The Trap of Synthetic Empathy
The commentary shifts to the specific argument for "Rights for Robots." For years, proponents have suggested that thanking Siri or treating chatbots with respect trains us to be more empathetic toward all beings. Doctorow admits he once accepted this logic uncritically until hearing writer Michael Pollan complicate the argument at the Bioneers conference.
"Pollan compared extending personhood to chatbots to the disastrous decision to extend personhood to corporations, and urged us all to turn away from it."

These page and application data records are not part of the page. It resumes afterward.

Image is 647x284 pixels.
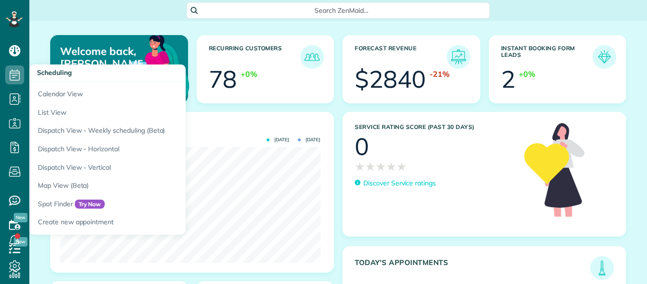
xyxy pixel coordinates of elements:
span: [DATE] [298,137,320,142]
span: [DATE] [267,137,289,142]
img: icon_forecast_revenue-8c13a41c7ed35a8dcfafea3cbb826a0462acb37728057bba2d056411b612bbbe.png [449,47,468,66]
span: Scheduling [37,68,72,77]
a: Dispatch View - Weekly scheduling (Beta) [29,121,266,140]
img: icon_form_leads-04211a6a04a5b2264e4ee56bc0799ec3eb69b7e499cbb523a139df1d13a81ae0.png [595,47,614,66]
img: icon_todays_appointments-901f7ab196bb0bea1936b74009e4eb5ffbc2d2711fa7634e0d609ed5ef32b18b.png [592,258,611,277]
span: ★ [376,158,386,175]
img: icon_recurring_customers-cf858462ba22bcd05b5a5880d41d6543d210077de5bb9ebc9590e49fd87d84ed.png [303,47,322,66]
h3: Today's Appointments [355,258,590,279]
div: +0% [241,69,257,80]
a: Calendar View [29,81,266,103]
div: 78 [209,67,237,91]
a: Dispatch View - Horizontal [29,140,266,158]
div: 0 [355,134,369,158]
a: Discover Service ratings [355,178,436,188]
a: Map View (Beta) [29,176,266,195]
a: Spot FinderTry Now [29,195,266,213]
a: List View [29,103,266,122]
span: Try Now [75,199,105,209]
p: Welcome back, [PERSON_NAME]! [60,45,143,70]
h3: Service Rating score (past 30 days) [355,124,515,130]
span: ★ [386,158,396,175]
div: $2840 [355,67,426,91]
div: -21% [429,69,449,80]
div: 2 [501,67,515,91]
a: Create new appointment [29,213,266,234]
span: ★ [355,158,365,175]
div: +0% [519,69,535,80]
p: Discover Service ratings [363,178,436,188]
span: ★ [396,158,407,175]
h3: Actual Revenue this month [63,124,324,133]
h3: Instant Booking Form Leads [501,45,593,69]
h3: Recurring Customers [209,45,301,69]
a: Dispatch View - Vertical [29,158,266,177]
img: dashboard_welcome-42a62b7d889689a78055ac9021e634bf52bae3f8056760290aed330b23ab8690.png [99,24,191,116]
h3: Forecast Revenue [355,45,447,69]
span: New [14,213,27,222]
span: ★ [365,158,376,175]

Doctorow explains that while practicing empathy on non-human entities like a watershed strengthens our connection to the living world, practicing it on software constructs like chatbots does the opposite. He argues that chatbots are designed to evince the empathic response we reserve for people, but they are ultimately tools, not peers. He writes, "I don't thank my Unix shell when I pipe a command to grep and get the output that I'm looking for, and I don't thank my pocket-knife when it slices through the tape on a parcel."
This distinction is crucial. The author suggests that the solution is not to thank the tool, but to demand that the tool stop impersonating a person. "Rather than treating Siri with respect because it impersonates a woman, we should demand that Siri stop impersonating a woman." This reframing challenges the tech industry's reliance on anthropomorphism to make users comfortable, suggesting instead that we should value the tool for its function, not its fake personality.

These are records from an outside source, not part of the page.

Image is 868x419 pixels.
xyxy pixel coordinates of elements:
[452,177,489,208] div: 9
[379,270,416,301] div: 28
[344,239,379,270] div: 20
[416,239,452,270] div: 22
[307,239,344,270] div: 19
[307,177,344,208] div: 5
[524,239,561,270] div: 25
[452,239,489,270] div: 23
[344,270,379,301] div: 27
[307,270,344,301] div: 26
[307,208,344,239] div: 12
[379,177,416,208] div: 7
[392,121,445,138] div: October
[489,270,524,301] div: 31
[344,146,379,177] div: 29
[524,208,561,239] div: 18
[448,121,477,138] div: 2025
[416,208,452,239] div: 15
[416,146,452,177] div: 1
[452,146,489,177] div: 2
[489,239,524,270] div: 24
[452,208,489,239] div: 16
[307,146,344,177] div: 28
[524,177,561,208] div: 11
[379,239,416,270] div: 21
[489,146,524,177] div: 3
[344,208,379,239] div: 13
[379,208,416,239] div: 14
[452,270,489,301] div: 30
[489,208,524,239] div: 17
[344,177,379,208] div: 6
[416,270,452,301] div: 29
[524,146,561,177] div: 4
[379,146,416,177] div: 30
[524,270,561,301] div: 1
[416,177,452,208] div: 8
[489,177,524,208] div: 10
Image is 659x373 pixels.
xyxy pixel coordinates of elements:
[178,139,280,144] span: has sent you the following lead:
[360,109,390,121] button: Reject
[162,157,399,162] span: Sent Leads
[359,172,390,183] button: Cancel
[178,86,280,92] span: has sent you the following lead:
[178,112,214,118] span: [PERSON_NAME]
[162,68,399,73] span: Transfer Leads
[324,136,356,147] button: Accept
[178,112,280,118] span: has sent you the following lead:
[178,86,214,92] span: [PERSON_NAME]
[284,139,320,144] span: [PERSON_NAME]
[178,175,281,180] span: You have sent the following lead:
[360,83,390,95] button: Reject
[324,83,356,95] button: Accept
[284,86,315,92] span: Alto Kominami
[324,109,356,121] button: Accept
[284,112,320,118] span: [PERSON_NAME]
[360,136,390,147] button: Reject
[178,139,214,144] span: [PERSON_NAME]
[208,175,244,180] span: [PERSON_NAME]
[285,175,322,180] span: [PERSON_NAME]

"That way lies madness — the madness that leads us to ascribe personalities to corporations and declare some of them to be 'moral' and others to be 'moral,' which is always and forever a dead end."

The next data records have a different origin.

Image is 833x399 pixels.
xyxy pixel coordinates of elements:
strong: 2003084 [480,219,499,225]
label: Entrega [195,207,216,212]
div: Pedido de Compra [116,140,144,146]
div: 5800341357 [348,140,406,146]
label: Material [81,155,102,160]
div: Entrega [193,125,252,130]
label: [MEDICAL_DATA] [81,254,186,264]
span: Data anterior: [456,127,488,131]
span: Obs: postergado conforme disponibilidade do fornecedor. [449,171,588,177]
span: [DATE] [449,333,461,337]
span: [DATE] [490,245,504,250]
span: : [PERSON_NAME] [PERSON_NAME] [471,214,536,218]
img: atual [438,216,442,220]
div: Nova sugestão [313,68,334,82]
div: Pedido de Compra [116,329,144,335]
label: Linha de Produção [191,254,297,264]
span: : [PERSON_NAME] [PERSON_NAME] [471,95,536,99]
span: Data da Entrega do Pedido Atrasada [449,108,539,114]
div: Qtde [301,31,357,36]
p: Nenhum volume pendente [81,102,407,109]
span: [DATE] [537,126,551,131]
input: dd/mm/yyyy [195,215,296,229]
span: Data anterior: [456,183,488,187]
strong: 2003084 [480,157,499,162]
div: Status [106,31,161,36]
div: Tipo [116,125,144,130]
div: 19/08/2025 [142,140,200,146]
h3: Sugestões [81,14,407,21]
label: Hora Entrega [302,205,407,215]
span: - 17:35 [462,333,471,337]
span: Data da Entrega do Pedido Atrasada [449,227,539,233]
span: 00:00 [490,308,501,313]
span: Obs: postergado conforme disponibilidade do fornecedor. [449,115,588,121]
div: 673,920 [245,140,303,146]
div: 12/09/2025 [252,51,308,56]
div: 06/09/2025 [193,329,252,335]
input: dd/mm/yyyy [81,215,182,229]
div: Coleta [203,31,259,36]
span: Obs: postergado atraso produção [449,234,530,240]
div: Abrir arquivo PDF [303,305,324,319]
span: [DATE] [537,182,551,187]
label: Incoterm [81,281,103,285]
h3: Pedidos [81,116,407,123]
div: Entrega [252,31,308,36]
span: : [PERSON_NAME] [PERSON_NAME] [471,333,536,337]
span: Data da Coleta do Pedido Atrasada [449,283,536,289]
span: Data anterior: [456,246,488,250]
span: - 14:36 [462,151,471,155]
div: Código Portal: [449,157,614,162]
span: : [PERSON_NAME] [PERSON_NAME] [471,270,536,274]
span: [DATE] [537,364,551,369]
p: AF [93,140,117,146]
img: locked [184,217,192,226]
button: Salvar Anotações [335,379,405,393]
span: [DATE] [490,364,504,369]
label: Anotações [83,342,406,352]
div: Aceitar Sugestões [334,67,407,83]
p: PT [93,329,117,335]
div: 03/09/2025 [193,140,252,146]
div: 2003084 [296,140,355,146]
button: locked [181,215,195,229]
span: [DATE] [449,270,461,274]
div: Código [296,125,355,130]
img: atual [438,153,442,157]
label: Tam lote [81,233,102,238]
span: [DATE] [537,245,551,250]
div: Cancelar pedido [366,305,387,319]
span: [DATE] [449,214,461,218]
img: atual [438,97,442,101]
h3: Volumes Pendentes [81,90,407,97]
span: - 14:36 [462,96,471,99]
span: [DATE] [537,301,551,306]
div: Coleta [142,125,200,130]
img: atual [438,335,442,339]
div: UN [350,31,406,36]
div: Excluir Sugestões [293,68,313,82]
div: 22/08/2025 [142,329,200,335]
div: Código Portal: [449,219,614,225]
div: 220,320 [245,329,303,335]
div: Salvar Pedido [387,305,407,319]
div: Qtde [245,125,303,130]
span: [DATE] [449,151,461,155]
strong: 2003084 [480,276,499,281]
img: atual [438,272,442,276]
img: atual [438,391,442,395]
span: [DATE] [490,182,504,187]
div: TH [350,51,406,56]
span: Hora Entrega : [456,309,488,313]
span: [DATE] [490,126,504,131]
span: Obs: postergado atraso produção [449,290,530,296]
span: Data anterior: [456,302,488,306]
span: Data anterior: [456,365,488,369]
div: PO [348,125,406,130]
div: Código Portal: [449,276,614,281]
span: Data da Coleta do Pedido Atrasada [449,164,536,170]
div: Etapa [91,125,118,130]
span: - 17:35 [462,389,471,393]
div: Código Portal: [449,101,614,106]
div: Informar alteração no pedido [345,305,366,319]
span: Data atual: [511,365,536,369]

Doctorow posits that extending personhood to chatbots is fundamentally different from extending it to nature. While a watershed's personhood creates a legal basis for protecting the environment, a chatbot's personhood creates a legal basis for protecting the interests of the corporation that built it. Furthermore, he notes a material cost: "in a very real, non-metaphorical way, giving rights to chatbots means taking away rights from nature, thanks to LLMs' energy-intesivity." The argument here is that empathy is a finite resource; directing it toward energy-hungry software constructs actively harms the physical world.
The Bottom Line
Doctorow's most compelling contribution is his dismantling of the "empathy training" argument for AI rights, exposing it as a trap that mirrors the legal failures of corporate personhood. The piece's greatest strength is its historical grounding, showing how the same legal mechanisms that allowed corporations to dominate politics are now being repurposed for software. The biggest vulnerability in the argument is the assumption that legal personhood is the only way to regulate AI; a counterargument worth considering is that we could regulate AI behavior without granting it rights, though Doctorow implies that the current trajectory of tech lobbying makes such a distinction difficult to maintain. Readers should watch for how courts and legislatures begin to grapple with the energy and environmental costs of AI, as this may become the tangible battleground where the abstract debate over "robot rights" is finally settled.
Empathy for the nonhuman world — but not for human constructs.